Bernard, Susan, Neville, Louis, Rhoda, and Jinny spend their childhood together living in a house by the sea under the tutelage of Miss Hudson and the care of Mrs. Constable and Miss Curry. One day in the garden, while Rhoda plays with petals in a basin and Bernard and Neville carve ships out of wood, Jinny finds Louis hiding among the bushes. She kisses him, making Susan jealous. When Susan runs out of the garden, Bernard chases her and tries to encourage her to rejoin the others. Later, while the rest of the children take a walk, sickly Neville stays at the house, ruminating on the meaning of death.
When they’re old enough to attend primary school, the children leave the house for gender-segregated boarding schools. Bernard, Louis, and Neville attend a boys’ school under the direction of Dr. Crane. There, they meet their friend Percival, a magnificent boy whom everyone seems to love and respect. At the girls’ school, under the watchful eye of Miss Lambert, Jinny longs to become a woman so she can go to parties; Susan suffers from intense homesickness for the countryside where she grew up, and Rhoda feels increasingly isolated from humanity.
Louis, the son of an Australian banker, doesn’t have the resources to go to college, so he embarks on a business career when his primary schooling is finished. Bernard and Neville attend college together. The girls go to finishing school abroad. Bernard proposes to Susan, but she turns him down because she wants to marry a farmer.
In their 20s, the seven friends gather to bid Percival—who is going to India—goodbye. Bernard has just gotten engaged and is excited about his future. Neville, who loves Percival, feels bereft. Jinny enjoys her career as an attractive socialite.
A little while later, on the same day Bernard’s first child is born, word reaches the friends that Percival has died in a horse-riding accident. They each mourn his passing. Soon afterward, Bernard visits each one in turn. In subsequent years, Susan has many children; Louis becomes a successful businessman; Louis and Rhoda briefly become lovers; Neville has a string of intense but brief romantic relationships; and Bernard sinks comfortably into a conventional lifestyle.
The friends meet again on the brink of middle age. At first, they’re awkward together because their lives have taken such different paths. Eventually, they fall back into their old intimacy, although they can’t hold onto that feeling for long anymore.

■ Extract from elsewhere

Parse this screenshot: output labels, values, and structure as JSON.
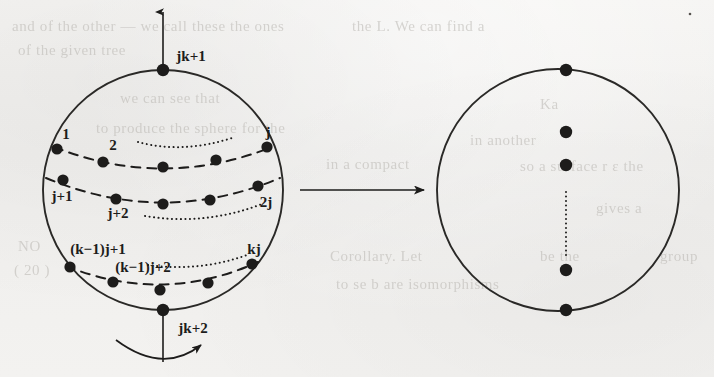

Finally, many years later, Bernard tells the friends’ life stories to a near-stranger in a restaurant. By now, Susan and Rhoda have died (Rhoda by suicide). Louis and Neville are both successful, although both remain intensely lonely. Although he’s never written the book he spent his life gathering material for, after many years, Bernard has developed keen insight into his friends’ lives and into his own soul. He expresses enduring love for his friends (including Percival), without whom he would not know who he is or how to function in the world. And he faces death with equanimity, secure in the knowledge that there is an underlying order to the world and confident in the cycles of life and death.